TERRA.WIRE
Flood tragedy highlights plight of India's undocumented migrant workers
SHIMLA, India (AFP) Jul 20, 2003
A flash flood that killed dozens of people near a north Indian resort has forced authorities to confront the treatment of migrant labourers, who take menial jobs with meagre pay and minimal protection from the state.

Himachal Pradesh -- home to popular mountain getaways such as the former British summer capital Shimla and the one-time hippy haven Manali -- has only six million official residents and the dirty work is generally reserved for migrants from poorer areas of India or Nepal.

About 200 migrant workers were sleeping in shanty homes in the state's Kulu valley Wednesday when the skies opened up and poured down on the Parvati hydropower project where many of them were employed, according to witnesses.

Twenty-one bodies have been recovered, while police say 35 died. Rescuers put the death toll at 100.

The exact death toll may never be known as little documentation is kept on migrant labourers. And the lack of paperwork also means compensation for the victims will be slow in coming if it arrives at all.

The tragedy has prompted the labourers to reflect on whether their precarious existence here is much better than jobless lives where they came from.

Noor Mohammad worked at the hydroelectric plant as a way to escape the bloodshed in his home province of Indian Kashmir, where tens of thousands have died in a 14-year separatist uprising that has devastated the economy.

He fled the Parvati plant just as the rains submerged both his source of employment and his friends.

"I chose a shovel instead of a gun and look what I got," said Mohammad, clad in an undershirt.

"More than 20 people in my group are still missing and I've lost all of my belongings."

Himachal Pradesh's leader, Chief Minister Virbhadra Singh, has visited victims in the hospital and released five million rupees (106,400 dollars) for relief and rescue operations.

But labour activists were sceptical about whether the flood victims or their families would see any of the cash.

Sanjay Chauhan, a Himachal Pradesh leader of the Centre of Indian Trade Unions, said workers were intentionally kept off the books for the sake of the bottom line.

"These poor and illiterate folk do the toughest work but remain entirely in the unorganised sector," he said.

"The state's largest employer is the Public Works Department, which has a large number of Nepalis on its rolls but they're mostly employed as daily wage earners without security and benefits," he said.
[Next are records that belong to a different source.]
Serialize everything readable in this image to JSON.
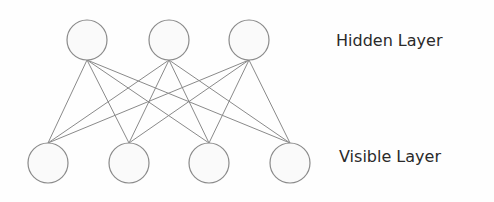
{
  "labels": {
    "hidden": "Hidden Layer",
    "visible": "Visible Layer"
  },
  "colors": {
    "stroke": "#8a8a8a",
    "node_fill": "#fafafa",
    "text": "#2a2a2a"
  },
  "layers": {
    "hidden_nodes": [
      {
        "cx": 87,
        "cy": 40
      },
      {
        "cx": 169,
        "cy": 40
      },
      {
        "cx": 249,
        "cy": 40
      }
    ],
    "visible_nodes": [
      {
        "cx": 48,
        "cy": 163
      },
      {
        "cx": 129,
        "cy": 163
      },
      {
        "cx": 209,
        "cy": 163
      },
      {
        "cx": 290,
        "cy": 163
      }
    ],
    "node_radius": 20,
    "fully_connected": true
  }
}
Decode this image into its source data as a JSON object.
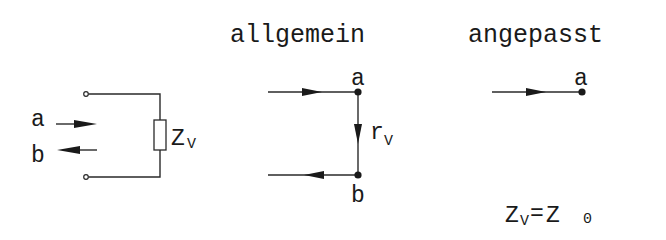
{
  "diagram": {
    "sections": {
      "circuit": {
        "wave_in_label": "a",
        "wave_out_label": "b",
        "impedance_label": "Z",
        "impedance_sub": "V"
      },
      "general": {
        "title": "allgemein",
        "node_top_label": "a",
        "node_bottom_label": "b",
        "reflection_label": "r",
        "reflection_sub": "V"
      },
      "matched": {
        "title": "angepasst",
        "node_label": "a",
        "condition": {
          "lhs": "Z",
          "lhs_sub": "V",
          "equals": "=",
          "rhs": "Z",
          "rhs_sub": "0"
        }
      }
    },
    "colors": {
      "ink": "#1a1a1a",
      "background": "#ffffff"
    }
  }
}
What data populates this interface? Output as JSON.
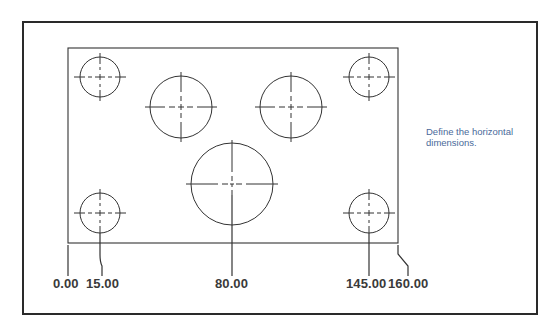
{
  "instruction": {
    "line1": "Define the horizontal",
    "line2": "dimensions."
  },
  "dimensions": {
    "labels": [
      "0.00",
      "15.00",
      "80.00",
      "145.00",
      "160.00"
    ],
    "unit_scale_px_per_unit": 2.0625
  },
  "part": {
    "outline": {
      "x": 68,
      "y": 48,
      "w": 330,
      "h": 195
    },
    "holes": [
      {
        "name": "top-left-small",
        "cx": 100,
        "cy": 77,
        "r": 20
      },
      {
        "name": "top-right-small",
        "cx": 369,
        "cy": 77,
        "r": 20
      },
      {
        "name": "bottom-left-small",
        "cx": 100,
        "cy": 213,
        "r": 20
      },
      {
        "name": "bottom-right-small",
        "cx": 369,
        "cy": 213,
        "r": 20
      },
      {
        "name": "upper-left-medium",
        "cx": 181,
        "cy": 107,
        "r": 31
      },
      {
        "name": "upper-right-medium",
        "cx": 291,
        "cy": 107,
        "r": 31
      },
      {
        "name": "center-large",
        "cx": 232,
        "cy": 184,
        "r": 41
      }
    ]
  },
  "colors": {
    "frame": "#2a2a2a",
    "line": "#333333",
    "label": "#3a3a3a",
    "instruction": "#4a6a9a"
  }
}
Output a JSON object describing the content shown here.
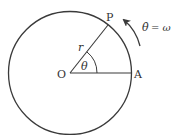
{
  "diagram": {
    "type": "circular-motion",
    "colors": {
      "stroke": "#3a3a3a",
      "text": "#333333",
      "background": "#ffffff"
    },
    "circle": {
      "cx": 70,
      "cy": 73,
      "r": 61.5
    },
    "points": {
      "center": {
        "label": "O",
        "x": 70,
        "y": 73
      },
      "moving": {
        "label": "P",
        "angle_deg": 51
      },
      "reference": {
        "label": "A"
      }
    },
    "labels": {
      "radius": "r",
      "angle": "θ",
      "angular_velocity_lhs": "θ̇",
      "angular_velocity_eq": "= ω"
    }
  }
}
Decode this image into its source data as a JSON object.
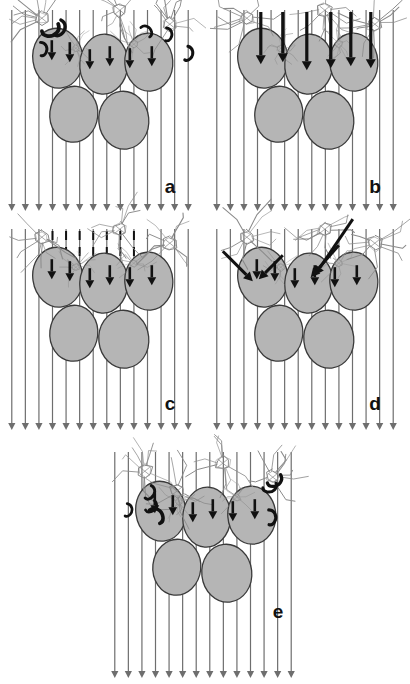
{
  "figure": {
    "width": 410,
    "height": 684,
    "background_color": "#ffffff",
    "panel_count": 5,
    "layout": "2 columns x 2 rows plus one centered bottom panel"
  },
  "style": {
    "cell_fill": "#b5b5b5",
    "cell_stroke": "#3a3a3a",
    "flow_line_color": "#6e6e6e",
    "thick_arrow_color": "#111111",
    "dashed_line_color": "#111111",
    "phage_sketch_color": "#8a8a8a",
    "phage_dark_color": "#2b2b2b",
    "hook_color": "#111111",
    "label_color": "#111111"
  },
  "panels": [
    {
      "id": "a",
      "label": "a",
      "label_x": 170,
      "label_y": 193,
      "x": 5,
      "y": 6,
      "width": 190,
      "height": 205,
      "flow_line_count": 14,
      "flow_line_style": "solid-gray",
      "flow_arrow_count": 14,
      "has_thick_vertical_arrows": true,
      "thick_arrow_style": "short-vertical-onto-cells",
      "has_diagonal_arrows": false,
      "has_dashed_lines": false,
      "phage_count": 3,
      "hook_count": 6,
      "description": "Free phages approach; several short thick arrows deposit onto the upper cell surfaces; curved hook shapes float in the flow."
    },
    {
      "id": "b",
      "label": "b",
      "label_x": 375,
      "label_y": 193,
      "x": 210,
      "y": 6,
      "width": 190,
      "height": 205,
      "flow_line_count": 14,
      "flow_line_style": "solid-gray",
      "flow_arrow_count": 14,
      "has_thick_vertical_arrows": true,
      "thick_arrow_style": "long-bold-vertical",
      "has_diagonal_arrows": false,
      "has_dashed_lines": false,
      "phage_count": 3,
      "hook_count": 0,
      "description": "Long bold vertical arrows drive phages straight down onto the cell cluster; no free hooks remain in suspension."
    },
    {
      "id": "c",
      "label": "c",
      "label_x": 170,
      "label_y": 410,
      "x": 5,
      "y": 225,
      "width": 190,
      "height": 205,
      "flow_line_count": 14,
      "flow_line_style": "solid-gray-with-dashed-zone",
      "flow_arrow_count": 14,
      "has_thick_vertical_arrows": true,
      "thick_arrow_style": "short-vertical-onto-cells",
      "has_diagonal_arrows": false,
      "has_dashed_lines": true,
      "dashed_line_count": 6,
      "phage_count": 3,
      "hook_count": 0,
      "description": "Dashed black segments mark interrupted streamlines above the cluster; short thick arrows still reach the cells."
    },
    {
      "id": "d",
      "label": "d",
      "label_x": 375,
      "label_y": 410,
      "x": 210,
      "y": 225,
      "width": 190,
      "height": 205,
      "flow_line_count": 14,
      "flow_line_style": "solid-gray",
      "flow_arrow_count": 14,
      "has_thick_vertical_arrows": true,
      "thick_arrow_style": "short-vertical-onto-cells",
      "has_diagonal_arrows": true,
      "diagonal_arrow_count": 4,
      "has_dashed_lines": false,
      "phage_count": 3,
      "hook_count": 0,
      "description": "Bold diagonal arrows angle down-left, steering phages laterally onto the cluster edge."
    },
    {
      "id": "e",
      "label": "e",
      "label_x": 278,
      "label_y": 618,
      "x": 108,
      "y": 448,
      "width": 190,
      "height": 230,
      "flow_line_count": 14,
      "flow_line_style": "solid-gray",
      "flow_arrow_count": 14,
      "has_thick_vertical_arrows": true,
      "thick_arrow_style": "short-vertical-onto-cells",
      "has_diagonal_arrows": false,
      "has_dashed_lines": false,
      "phage_count": 4,
      "hook_count": 7,
      "description": "Final state: phages bound at both flanks of the cluster with many free hook shapes drifting in the flow."
    }
  ],
  "cell_cluster": {
    "cell_count": 5,
    "top_row_count": 3,
    "bottom_row_count": 2,
    "cells": [
      {
        "index": 0,
        "row": "top",
        "cx": -46,
        "cy": -38,
        "rx": 25,
        "ry": 30,
        "rot": -8
      },
      {
        "index": 1,
        "row": "top",
        "cx": 0,
        "cy": -32,
        "rx": 24,
        "ry": 30,
        "rot": 4
      },
      {
        "index": 2,
        "row": "top",
        "cx": 45,
        "cy": -34,
        "rx": 24,
        "ry": 29,
        "rot": -4
      },
      {
        "index": 3,
        "row": "bottom",
        "cx": -30,
        "cy": 18,
        "rx": 24,
        "ry": 28,
        "rot": 6
      },
      {
        "index": 4,
        "row": "bottom",
        "cx": 20,
        "cy": 24,
        "rx": 25,
        "ry": 29,
        "rot": -6
      }
    ]
  }
}
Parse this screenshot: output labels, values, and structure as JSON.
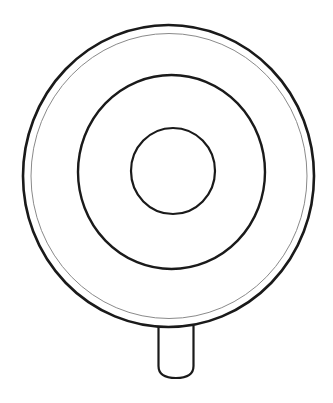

"The problem arises when construction companies sublet to subcontractors and the exploitation of the labour force becomes rampant."

He said that under Indian law, dead workers' families should be entitled to between 350,000 and 400,000 rupees (7,600 and 8,700 dollars) in compensation.

But the provincial legislator representing the area of the disaster admitted there were few records of the victims.

"The problem is that contractors are not revealing the details of the people employed by them to avoid paying compensation," said Khemi Ram.

And activists expected few changes to make work safer for migrants. In August 1997, 223 people, most of them from Nepal, were killed in a similar flash-flood in the Himachal Pradesh village of Chiragaon.

"Often the workers' shanties are put right next to the river banks," Chauhan said. "This makes them vulnerable to being washed away by sudden floods."